Mantou’s holdings include companies like Fujian-based fruit
and vegetable producer China Green (Holdings) Ltd. whose new
drinks line is “higher quality than has been available on the
market,” said Mantel. “People these days are willing to pay a
bit extra for better products.”

Hong Kong-based Nomura Holdings Inc. analyst Emma Liu
expects China Green’s stock to rise more than 20 percent over
the next year to HK$10.8 ($1.4).

Investor’s Picks

Rising rural incomes prompted Shanghai-based River Fund
Management to buy shares this year in Qingdao-based Qingdao
Haier Co. Ltd. and Zhuhai-based Gree Electric Appliances Inc.,
two of China’s biggest makers of air conditioners.

“People nowadays are not only replacing their old air-
conditioners, but upgrading from low-end to high-end ones,”
said fund manager Zhang Ling. “This will continue over the next
10 years.”

Driven by government subsidies for consumer products
including cars and refrigerators, retail sales rose 16 percent
in 2009 after adjusting for consumer price changes, the most
since 1986.

China supplanted the U.S. as the world’s largest auto
market last year as vehicle sales jumped 46 percent. Households
borrowed 2.5 trillion yuan, almost four times more than a year
earlier.

Even as sales rise, the hope that China was at “a turning
point” for the role of consumer spending in the economy may
have been premature, said Nicholas Lardy, a senior fellow at the
Peterson Institute for International Economics in Washington.

‘More Unbalanced’

The economy is “still becoming slightly more unbalanced”
toward investment, said Glenn Maguire, chief Asia Pacific
economist at Societe Generale in Hong Kong. “Until consumption
grows faster than fixed-asset investment for a sustained period,
the economy will remain unbalanced.”

Urban fixed-asset investment surged 25.5 percent in the
first half to 9.8 trillion yuan. Another 29.6 trillion yuan is
needed to finish outstanding fixed-asset projects, said Sun
Mingchun, an economist with Nomura Holdings Inc. in Hong Kong.

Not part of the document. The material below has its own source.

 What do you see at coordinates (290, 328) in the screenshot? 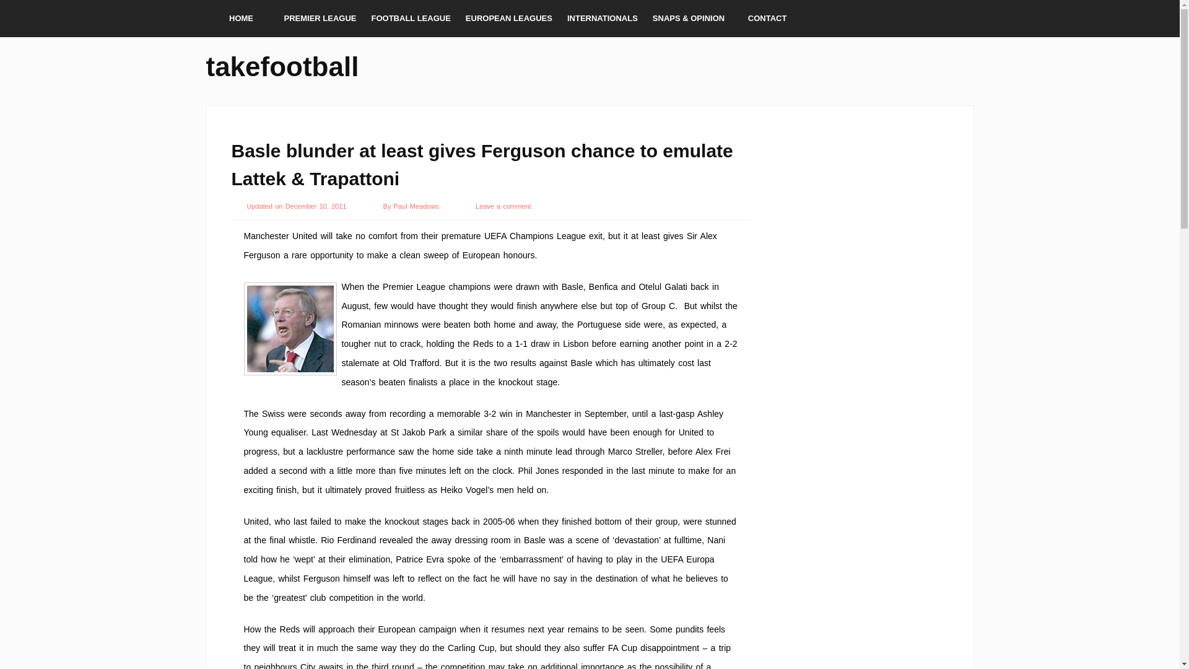
I see `Sir Alex Ferguson` at bounding box center [290, 328].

To achieve sustained rebalancing, China should allow a
stronger currency that boosts household purchasing power,
improve pension and healthcare coverage and gradually allow
markets to determine interest rates, the IMF report said.

“I never believed the hype that China was turning the
corner on rebalancing growth toward consumption,” said Huang.
“The main political agenda is not to let GDP growth slip and
that means continued investment growth.”